Polish photographer, reporter and author of conceptual art series. Visual chronicler of economic, cultural and everyday life in the Polish People’s Republic in the late 1950s and the 1960s. Photographer of artistic life of the avant-garde of the 1960s, a member of artistic milieu gathered around the Foksal Gallery.
He came from Polish nobility, a family once bearing a count’s title. He was a son of Jan Kossakowski, a pediatric surgeon and an amateur photographer.
During Second World War he joined the resistance.
He graduated from Faculty of Architecture of Warsaw University of Technology where he was offered to work as a teaching assistant. However, he chose to pursue the career of a photographer.
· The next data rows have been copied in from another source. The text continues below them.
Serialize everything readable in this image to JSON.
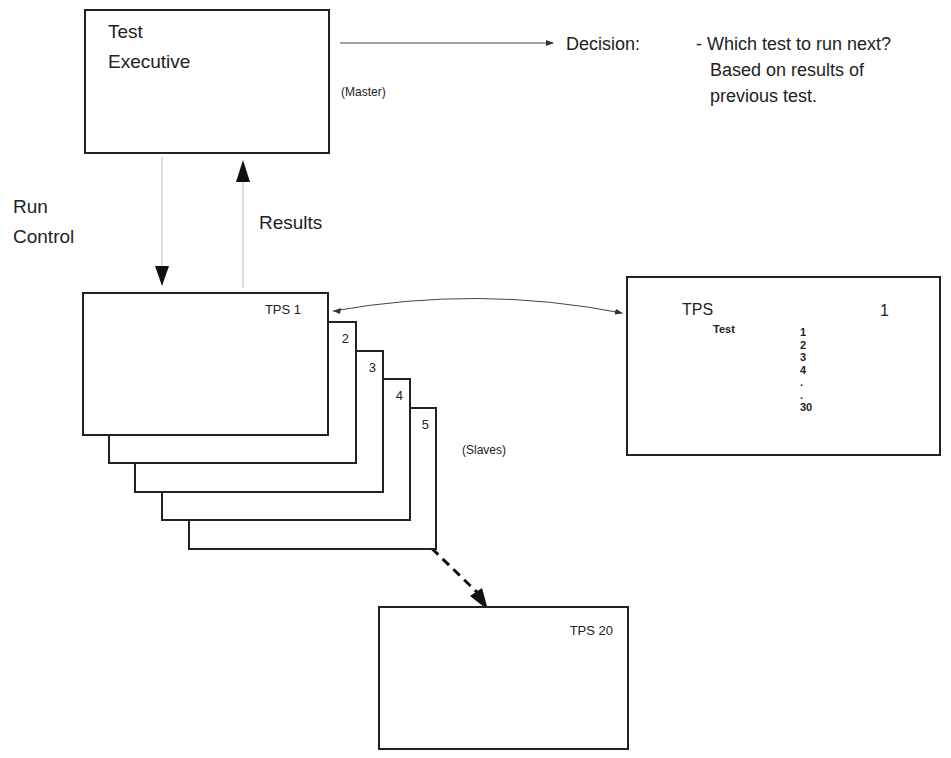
{
  "master": {
    "title_line1": "Test",
    "title_line2": "Executive",
    "role_label": "(Master)"
  },
  "decision": {
    "label": "Decision:",
    "lines": [
      "- Which test to run next?",
      "Based on results of",
      "previous test."
    ]
  },
  "flows": {
    "run_control_line1": "Run",
    "run_control_line2": "Control",
    "results": "Results"
  },
  "slaves": {
    "stack_labels": [
      "TPS 1",
      "2",
      "3",
      "4",
      "5"
    ],
    "role_label": "(Slaves)",
    "last_label": "TPS 20"
  },
  "detail": {
    "title": "TPS",
    "number": "1",
    "test_label": "Test",
    "tests": [
      "1",
      "2",
      "3",
      "4",
      ".",
      ".",
      "30"
    ]
  }
}
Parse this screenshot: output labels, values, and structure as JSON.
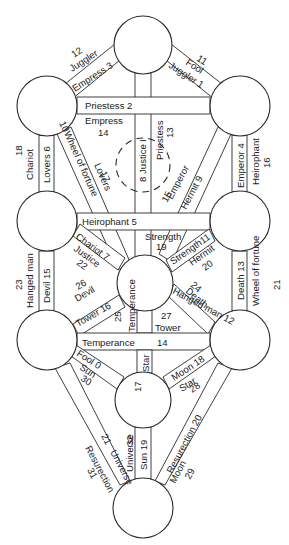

Since 1957 he had cooperated with socio-cultural, illustrated magazines, such as „Polska”, „Ty i Ja”, „Zwierciadło”, „Stolica”.
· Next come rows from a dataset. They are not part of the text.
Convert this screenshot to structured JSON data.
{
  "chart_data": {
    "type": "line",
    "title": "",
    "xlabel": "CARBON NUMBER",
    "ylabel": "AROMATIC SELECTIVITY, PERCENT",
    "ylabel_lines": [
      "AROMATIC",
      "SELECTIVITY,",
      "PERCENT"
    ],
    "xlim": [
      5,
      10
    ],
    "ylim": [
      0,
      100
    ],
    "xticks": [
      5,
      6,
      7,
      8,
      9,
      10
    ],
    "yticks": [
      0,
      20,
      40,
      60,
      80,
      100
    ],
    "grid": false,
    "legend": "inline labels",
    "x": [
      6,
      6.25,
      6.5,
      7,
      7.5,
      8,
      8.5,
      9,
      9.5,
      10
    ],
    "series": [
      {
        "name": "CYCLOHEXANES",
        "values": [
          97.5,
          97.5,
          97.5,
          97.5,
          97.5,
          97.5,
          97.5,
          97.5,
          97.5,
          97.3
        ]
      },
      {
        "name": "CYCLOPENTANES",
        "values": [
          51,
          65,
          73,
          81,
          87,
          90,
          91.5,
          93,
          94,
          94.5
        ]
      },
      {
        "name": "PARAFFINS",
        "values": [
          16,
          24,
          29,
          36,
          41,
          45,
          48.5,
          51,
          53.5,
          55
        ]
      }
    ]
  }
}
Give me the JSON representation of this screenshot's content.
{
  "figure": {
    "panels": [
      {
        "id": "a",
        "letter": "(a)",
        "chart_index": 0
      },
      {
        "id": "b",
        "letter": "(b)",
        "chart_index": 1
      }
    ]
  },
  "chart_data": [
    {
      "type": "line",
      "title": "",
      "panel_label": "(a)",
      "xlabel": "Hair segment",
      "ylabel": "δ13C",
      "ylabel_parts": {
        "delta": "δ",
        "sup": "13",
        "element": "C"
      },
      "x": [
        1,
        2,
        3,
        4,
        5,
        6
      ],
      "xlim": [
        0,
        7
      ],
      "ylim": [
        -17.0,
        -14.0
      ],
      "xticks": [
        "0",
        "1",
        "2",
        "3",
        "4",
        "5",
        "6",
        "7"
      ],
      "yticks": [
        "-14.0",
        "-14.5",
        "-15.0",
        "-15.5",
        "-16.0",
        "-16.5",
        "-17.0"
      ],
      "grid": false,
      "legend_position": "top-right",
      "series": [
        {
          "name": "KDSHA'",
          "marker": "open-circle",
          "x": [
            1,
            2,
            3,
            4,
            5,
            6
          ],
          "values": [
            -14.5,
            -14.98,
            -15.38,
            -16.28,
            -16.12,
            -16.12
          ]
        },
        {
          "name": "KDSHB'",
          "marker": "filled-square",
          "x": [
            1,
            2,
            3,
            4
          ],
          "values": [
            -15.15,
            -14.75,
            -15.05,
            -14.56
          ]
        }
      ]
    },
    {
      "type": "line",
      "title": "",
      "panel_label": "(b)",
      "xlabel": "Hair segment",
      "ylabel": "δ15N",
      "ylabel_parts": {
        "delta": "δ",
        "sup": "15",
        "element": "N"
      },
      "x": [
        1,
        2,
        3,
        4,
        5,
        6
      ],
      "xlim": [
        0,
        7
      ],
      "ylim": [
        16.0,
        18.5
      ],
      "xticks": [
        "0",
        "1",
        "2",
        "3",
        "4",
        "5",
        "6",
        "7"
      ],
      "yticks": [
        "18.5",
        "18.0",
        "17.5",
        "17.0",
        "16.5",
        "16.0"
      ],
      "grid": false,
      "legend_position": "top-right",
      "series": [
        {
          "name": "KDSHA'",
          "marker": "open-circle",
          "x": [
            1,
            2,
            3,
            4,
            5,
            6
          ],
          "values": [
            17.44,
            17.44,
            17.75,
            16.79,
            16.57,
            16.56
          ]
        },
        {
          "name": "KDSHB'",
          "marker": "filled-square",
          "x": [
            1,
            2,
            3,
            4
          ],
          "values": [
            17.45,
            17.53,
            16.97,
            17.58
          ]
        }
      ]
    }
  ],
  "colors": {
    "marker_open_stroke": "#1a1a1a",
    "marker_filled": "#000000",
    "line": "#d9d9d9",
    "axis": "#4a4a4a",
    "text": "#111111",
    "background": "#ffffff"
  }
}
These titles were published officially and aimed at presenting a positive image of a socialist country. Yet, they provided the readers with news on the most interesting scientific and cultural phenomena of those times – including the ones barely tolerated by the authorities.
In 1966 Kossakowski starts to cooperate with the avant-garde Foksal Gallery, based in Warsaw and devoted to conceptual art and the art of ephemeral events.
He started to collaborate with artists like Tadeusz Kantor or Edward Krasiński – today regarded as some of the most important for this period.
He also photographed the events taking place in other avant-garde milieus of the 1960s Poland: Cricot 2 Theatre of Tadeusz Kantor, theatre of Jerzy Grotowski, Krzywe Koło Gallery o Krzysztofory Gallery.
Due to the disintegration of the Foksal group and the political atmosphere in Poland, in 1970 he decided to emigrate to France.
He worked i.a. in the Museum of Decorative Arts in Paris and the Pompidou Centre. He cooperated with French magazines and publishing houses. He also started to pursue conceptual photography. He gained recognition with his series 6 Metres Before Paris (6 metrów przed Paryżem, 1970-1971), presenting “Paris” road signs on the roads accessing the city, along with their suburban surroundings.
Other noteworthy series are the photographs of patches of light created by stained glass windows in the Chartres gothic cathedral – The Lights of Chartres (Światła Chartres, 1983-1990).
Sources:
Dobosz Andrzej, Eustachy Kossakowski (1925-2001), obituary, „Tygodnik Powszechny” 2001 no 49, p. 15.
Wierzbicka Anna, Eustachy Kossakowski. Fotograf, „Biuletyn Historii Sztuki” 2004, no 3/4, pp. 412-413.
Polit Paweł (ed.), Edward Krasiński. Elementarz ABC, Bunkier Sztuki, Kraków 2008.